◆ Assignment ◆
Exactly as they appear, copy the lines from the start of the entries below to the line containing "In order to click on Reddit", both ends included.

[Stored items]

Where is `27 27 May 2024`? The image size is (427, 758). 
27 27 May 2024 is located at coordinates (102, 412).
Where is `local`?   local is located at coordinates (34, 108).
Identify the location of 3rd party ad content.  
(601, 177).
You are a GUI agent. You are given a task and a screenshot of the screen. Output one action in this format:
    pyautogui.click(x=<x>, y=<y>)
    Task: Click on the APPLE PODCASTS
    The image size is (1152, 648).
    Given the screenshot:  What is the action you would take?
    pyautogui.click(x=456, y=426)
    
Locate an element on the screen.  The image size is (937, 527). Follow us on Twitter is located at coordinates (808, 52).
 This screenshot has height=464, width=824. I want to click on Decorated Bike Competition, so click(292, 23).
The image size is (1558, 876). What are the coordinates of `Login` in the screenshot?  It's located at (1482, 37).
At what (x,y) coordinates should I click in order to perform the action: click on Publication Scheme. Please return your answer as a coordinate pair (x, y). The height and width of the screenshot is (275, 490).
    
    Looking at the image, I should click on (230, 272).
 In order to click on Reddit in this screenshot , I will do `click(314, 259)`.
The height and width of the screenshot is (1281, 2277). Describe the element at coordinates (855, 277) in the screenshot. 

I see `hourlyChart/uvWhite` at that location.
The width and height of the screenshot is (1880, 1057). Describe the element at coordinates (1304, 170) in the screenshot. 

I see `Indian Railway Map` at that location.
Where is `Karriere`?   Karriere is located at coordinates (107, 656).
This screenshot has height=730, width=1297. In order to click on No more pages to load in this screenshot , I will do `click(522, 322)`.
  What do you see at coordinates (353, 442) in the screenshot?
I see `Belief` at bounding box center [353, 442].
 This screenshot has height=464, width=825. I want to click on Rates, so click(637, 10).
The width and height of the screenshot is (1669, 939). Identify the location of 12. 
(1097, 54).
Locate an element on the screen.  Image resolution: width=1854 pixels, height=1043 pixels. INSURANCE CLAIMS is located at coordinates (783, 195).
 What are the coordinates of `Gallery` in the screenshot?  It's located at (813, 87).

◆ Task answer ◆
Where is `27 27 May 2024`? The image size is (427, 758). 
27 27 May 2024 is located at coordinates (102, 412).
Where is `local`?   local is located at coordinates (34, 108).
Identify the location of 3rd party ad content.  
(601, 177).
You are a GUI agent. You are given a task and a screenshot of the screen. Output one action in this format:
    pyautogui.click(x=<x>, y=<y>)
    Task: Click on the APPLE PODCASTS
    The image size is (1152, 648).
    Given the screenshot:  What is the action you would take?
    pyautogui.click(x=456, y=426)
    
Locate an element on the screen.  The image size is (937, 527). Follow us on Twitter is located at coordinates (808, 52).
 This screenshot has height=464, width=824. I want to click on Decorated Bike Competition, so click(292, 23).
The image size is (1558, 876). What are the coordinates of `Login` in the screenshot?  It's located at (1482, 37).
At what (x,y) coordinates should I click in order to perform the action: click on Publication Scheme. Please return your answer as a coordinate pair (x, y). The height and width of the screenshot is (275, 490).
    
    Looking at the image, I should click on (230, 272).
 In order to click on Reddit in this screenshot , I will do `click(314, 259)`.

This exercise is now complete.